Addressing more than 1,200 delegates from 53 countries at a conference yesterday in Dublin’s RDS, he said there may be a sense in Ireland that having got in early and having taken what were some very difficult decisions, “that we’re over the worst of it”.
However he believes that while “we are in one way . . . we’re not in another way because we still face some very difficult decisions”.
He said when he took up his job in the Department of Health more than five years ago – having moved there from the Department of Finance – the economy was growing and the whole emphasis in the healthcare system was on the extra investment needed for more staff and hospital beds.
There was not sufficient emphasis, in his view, on what core funding was being spent on.
“Now, five short years, on the whole scene has changed . . . we’ve already seen reductions in spending across the board, including in health, and we are going to see more,” he said.

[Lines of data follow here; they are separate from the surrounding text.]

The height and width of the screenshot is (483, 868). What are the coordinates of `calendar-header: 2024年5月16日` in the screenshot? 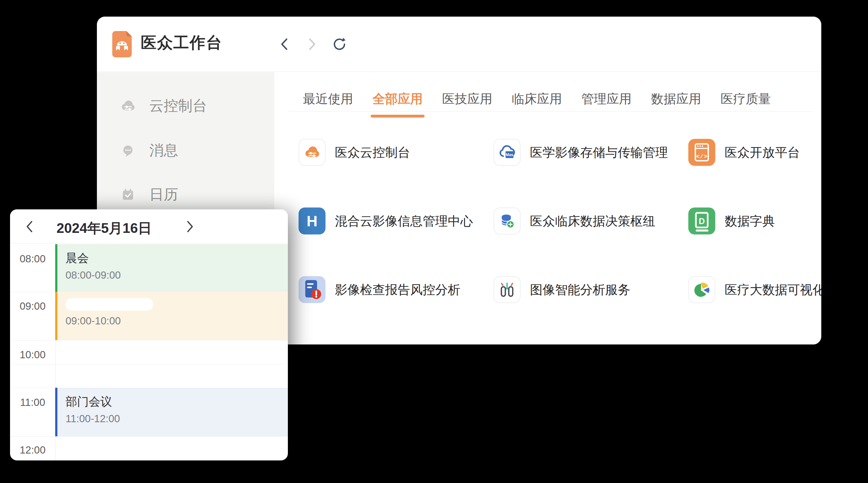 It's located at (149, 226).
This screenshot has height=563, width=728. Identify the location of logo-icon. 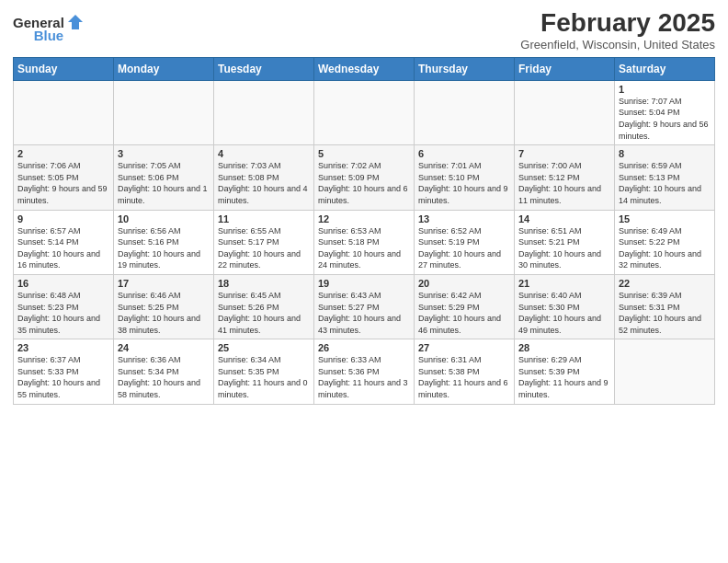
(75, 22).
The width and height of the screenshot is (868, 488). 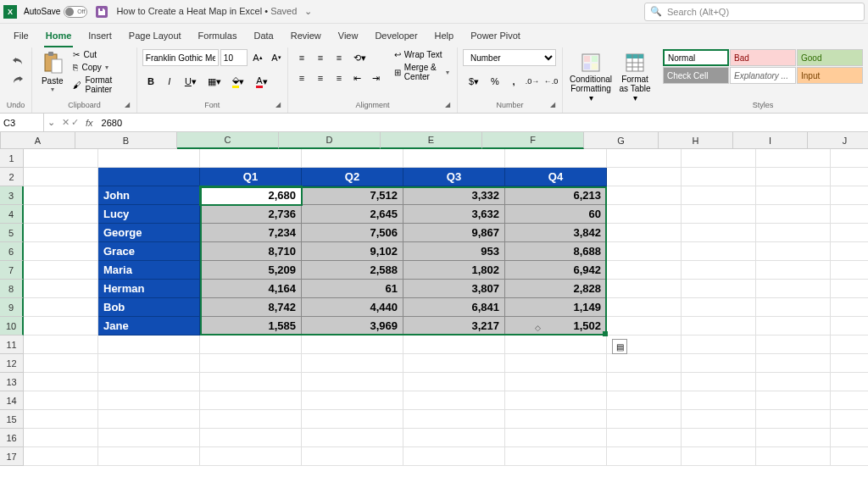 What do you see at coordinates (754, 12) in the screenshot?
I see `search-input: 🔍 Search (Alt+Q)` at bounding box center [754, 12].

The conference, organised by the Health Information and Quality Authority (Hiqa), revolved around health technology assessments (HTAs) and how they can be used to provide better-value services and improved patient outcomes.
Two high-profile assessments have so far been conducted by Hiqa. They were into the cost-effectiveness of a cervical vaccination programme and the cost effectiveness of a national bowel cancer screening programme.
It came down in favour of both, although the cervical vaccination programme was not introduced immediately in 2008 after Hiqa published its report due to cost considerations.
Mr Scanlan said that just because HTAs found something to be cost-effective did not mean it could afford be afforded.
“In a public system, there is a limit to how much we have to spend and it does seem to me that HTA has to recognise that,” he said.
Delegates raised questions about whether health systems should “disinvest” in some drugs and put the money into newer ones which technology assessments were finding to be more cost-effective.
Dr Seán Tunis, director of the centre for medical technology policy in Baltimore in the US, said that “it’s pretty hard to get rid of something just because its useless or you believe its useless”.
Dr Michael Barry of the National Centre for Pharmacoeconomics at St James’s Hospital said he had little doubt Ireland was going to have to look at disinvestment, adding that it would not be easy. “We can’t keep adding to the drugs bill with a finite budget,” he said.
Last year he questioned the value of some nutritional supplements that the State pays for.
While they were not removed from reimbursement schemes, there had been a significant fall-off in their use since their value was highlighted, he said.
Minister for Health Mary Harney, who opened the conference, said every country faced the challenge of ensuring its scarce resources delivered the best outcomes for patients and this was what HTAs were fundamentally about.
Hiqa is now drawing up a list of items on which it will carry out assessments in the coming months.